In another study, Fazel et al. [
11] concluded that the prevalence of substance abuse and dependence among prisoners was much higher in prisoners than in the general population. Among the studies confirming a link between substance abuse and sex offenders, one study found that 85% of 113 convicted male sexual offenders had a lifetime diagnosis of substance abuse disorder according to the DSM IV criteria [
32]. Another study [
33] found that sex offenders have significant difficulties with alcohol abuse.
In agreement with others [
25,
30], in the present study a history of substance abuse was most frequently reported by those inmates who had committed sexual offences (81.8%). Of those prisoners convicted of a non-sexual violent crime (64.3%) had a confirmed history of substance abuse. In light of these data, it is evident that rehabilitation of prisoners should focus largely on substance abuse issues. In addition, when dealing with subgroups of inmates classified as having several specific risk factors for reoffending, rehabilitation must encompass these accordingly.
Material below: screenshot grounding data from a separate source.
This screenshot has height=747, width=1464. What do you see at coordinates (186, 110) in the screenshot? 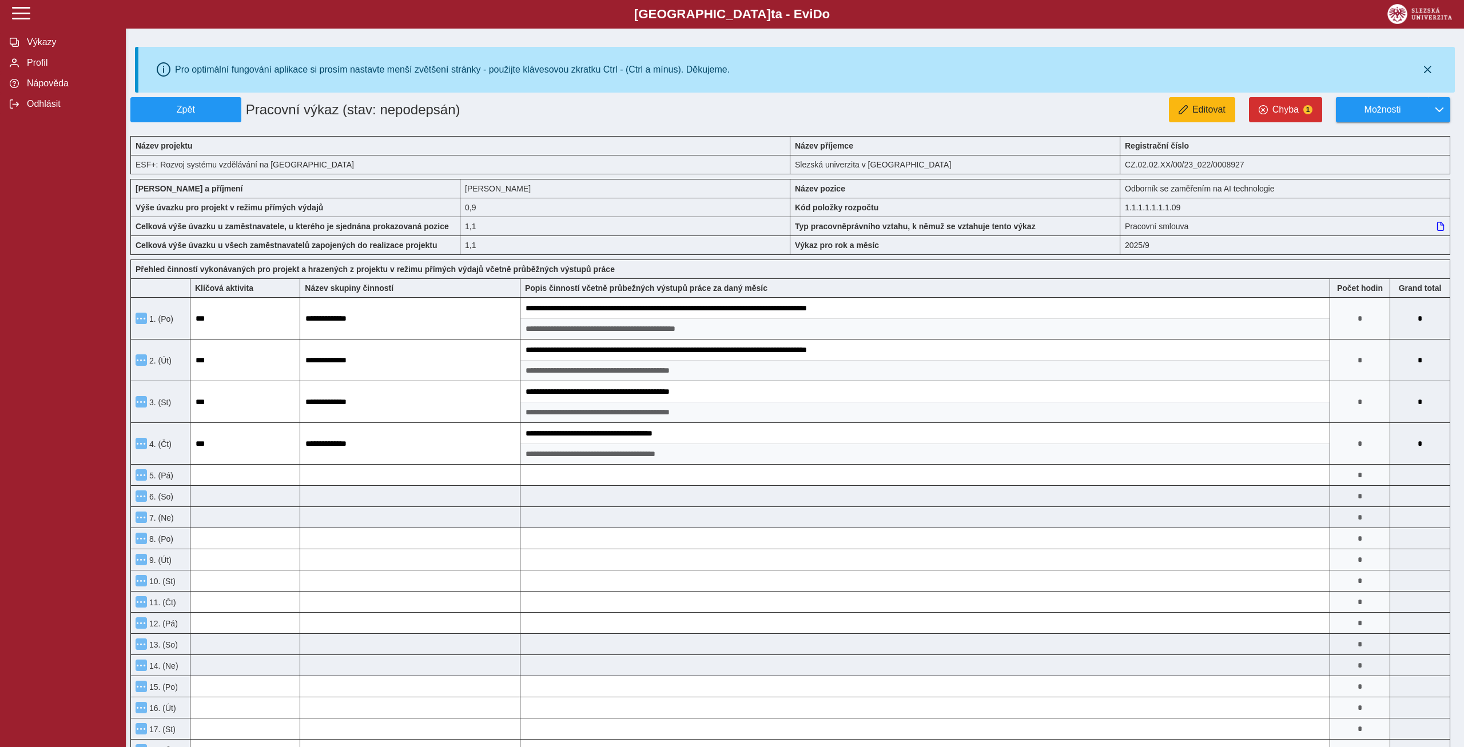
I see `span: Zpět` at bounding box center [186, 110].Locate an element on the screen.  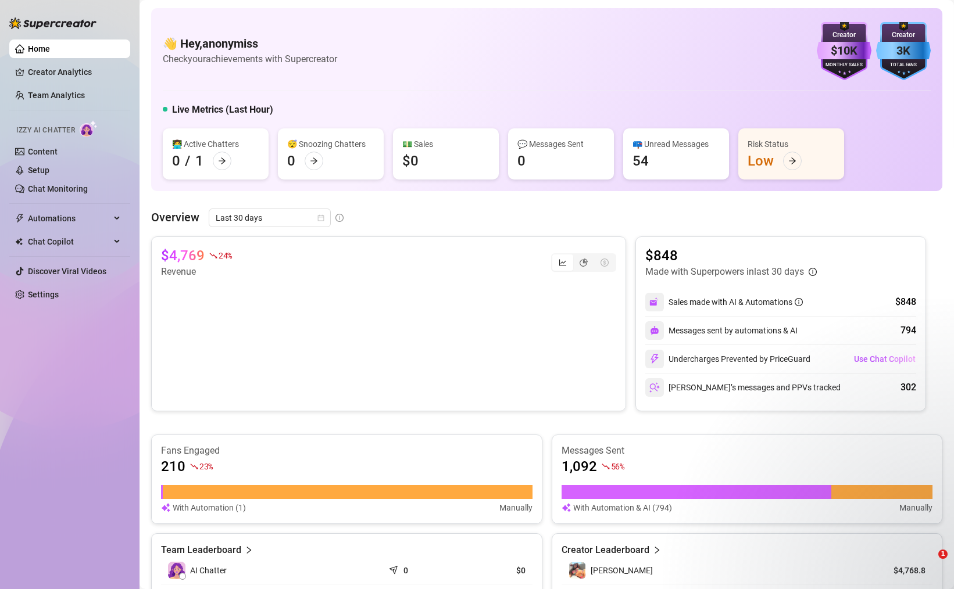
span: pie-chart is located at coordinates (583, 263).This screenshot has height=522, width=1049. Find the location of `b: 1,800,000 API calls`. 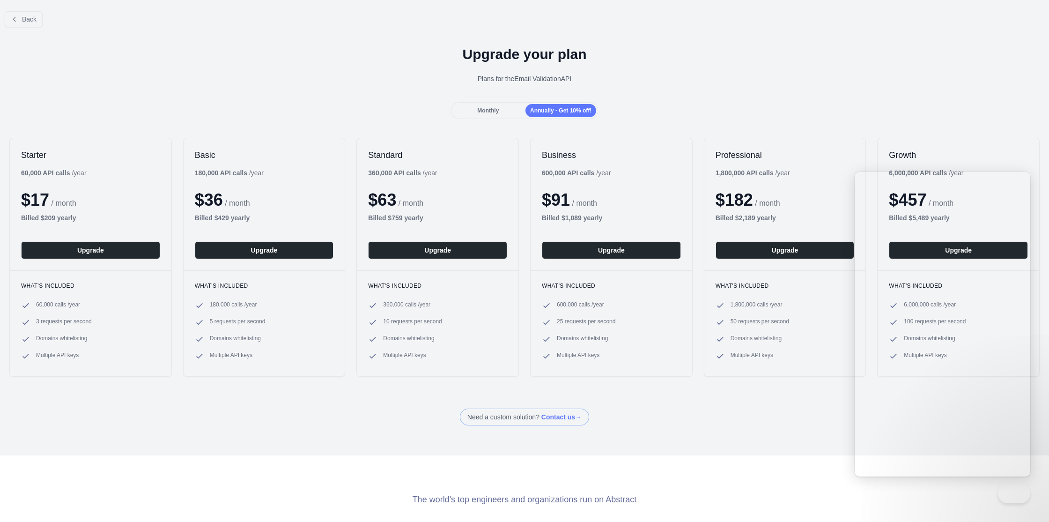

b: 1,800,000 API calls is located at coordinates (745, 173).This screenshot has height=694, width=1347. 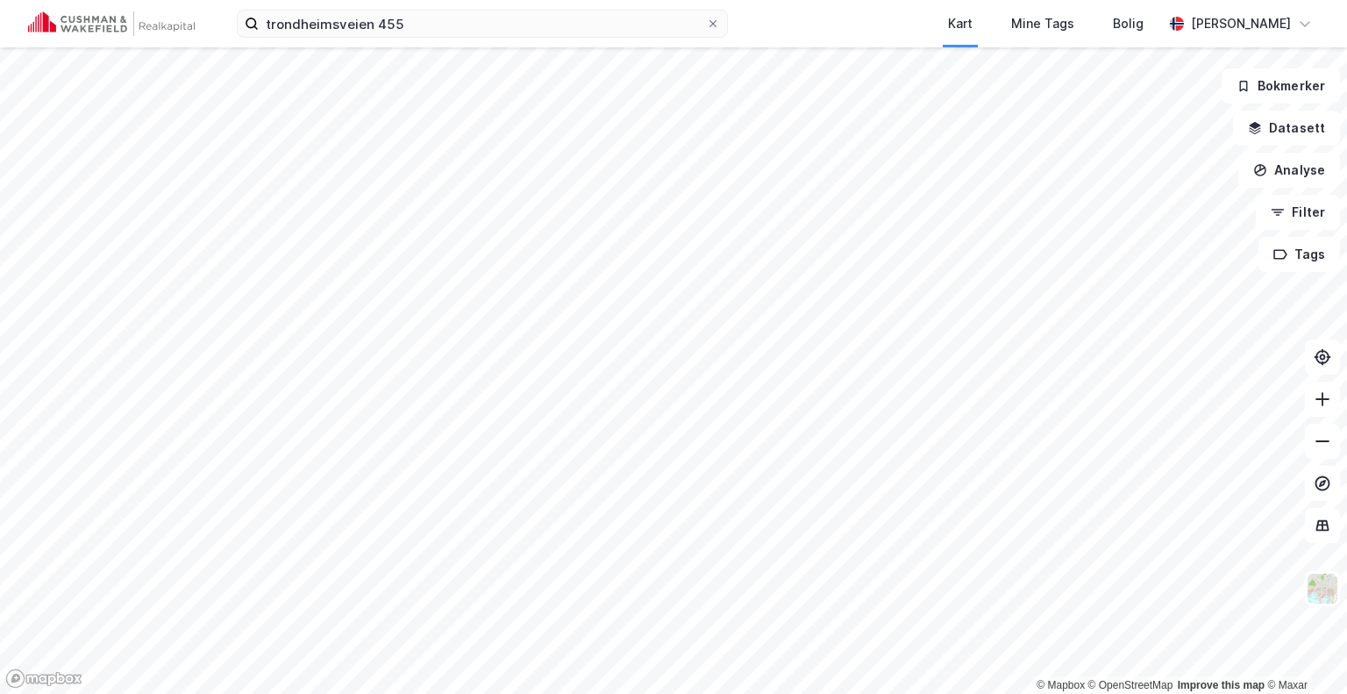 I want to click on div: Kontrollprogram for chat, so click(x=1303, y=652).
The low number of participants in this study was due to the relatively small population of detainees on preventive detention in Norway. This has obvious consequences since a low participation rate limits the strength of our conclusions. At the time of the investigation, 56 of 61 inmates on preventive detention were available at the prison and the current response rate was 28 of 56 (50%). While this response rate is low compared to many convenience sampling studies, this is a unique population with few similar studies from which to draw comparisons. However, when the present study was presented to the prison administration, it was underlined that according to their experience, a participation rate of around 25-30% might be obtainable, but rarely more. It is not known if the investigators' visits to the different departments to recruit study subjects influenced the response rate.
As for the non-participating prisoners in preventive detention, we have little information. During the interviews, however, some of the inmates commented that there were non-participants in great need of psychiatric assistance in their department. Consent to use information from the prisoners' files was not given by the ethics committee without each prisoner's written consent. Asking for the inmates' consent to study their personal files most likely would have reduced the participation rate even further. This assumption is based on previous observations and experience with prisoners, and their expressed suspicion towards the prison and the criminal justice system. Questions asked by the inmates during the recruitment process underscored the inmates' suspicions. Their main concerns were whether or not the information given would be forwarded to the prison administration or otherwise made accessible to anyone who could use the information against them. Thus, it was decided not to ask for the inmates' permission to access personal files.